Get a lot out of little material
The designers at Typhoon have indisputably copied a thick disc from Metroid Prime, but avoid unnecessary backtracking as much as possible and pack the flow of the game so well that you never feel like you can end up in a dead end. Even though the radar at the top of the screen cannot replace a good overview map.
Of course, the game doesn't get along completely without backtracking either. If only because you keep coming back to your own spaceship to exchange collected raw materials for upgrades and tools that help you overcome the adversities of the planet AR-Y 26. Long slouching around is unnecessary. All naselang you will find teleporters with which you can get to the ship and back to the current research area at lightning speed. Boredom rarely occurs, but you sometimes run the risk of leaving behind overlooked secrets because you think you have researched everything before the youngest teleporter.
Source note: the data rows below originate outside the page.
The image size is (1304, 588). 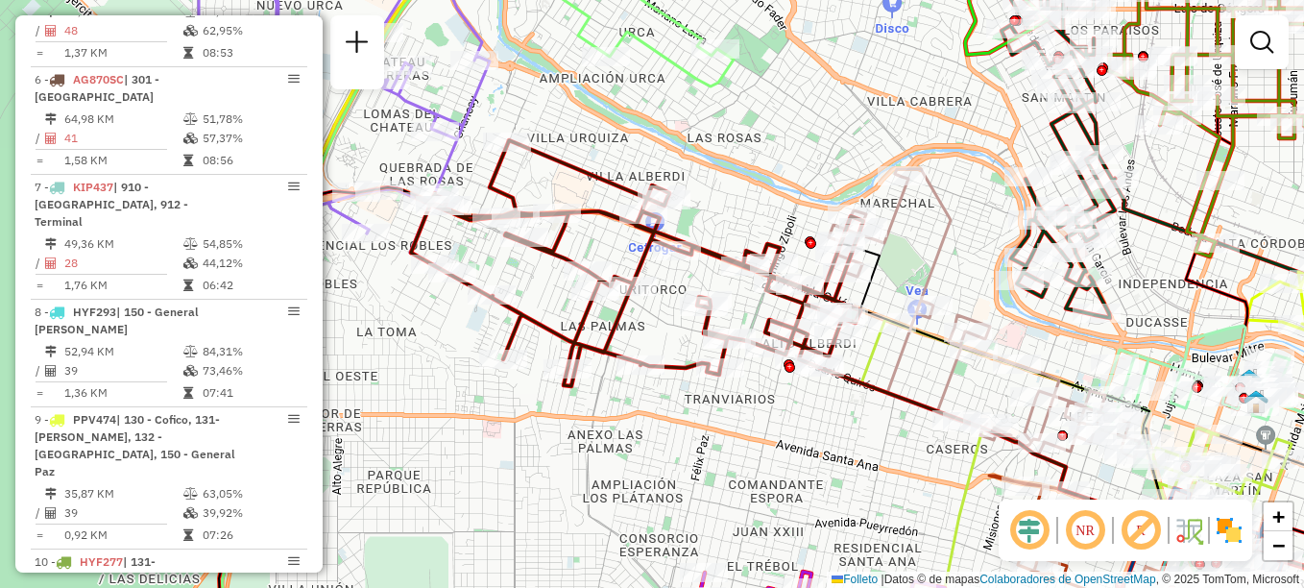 What do you see at coordinates (223, 137) in the screenshot?
I see `font: 57,37%` at bounding box center [223, 137].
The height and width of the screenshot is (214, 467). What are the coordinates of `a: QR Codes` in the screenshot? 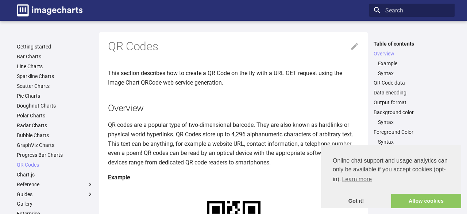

Fortunately, the quirky flora and fauna keep you in such a good mood that you occasionally voluntarily go back to a known area – if only to look at one of the strange monsters that may have sprung from a Picasso painting, or to bury one of the many heroic corpses so that the traces of shame disappear. It also reveals how compact the game world is in reality. The fun is over after 20 hours at the latest. No broken legs at a price of around 30 euros. If you play in online co-op with a friend, it will certainly be even faster. However, you always share the score of the host – you cannot create a common score.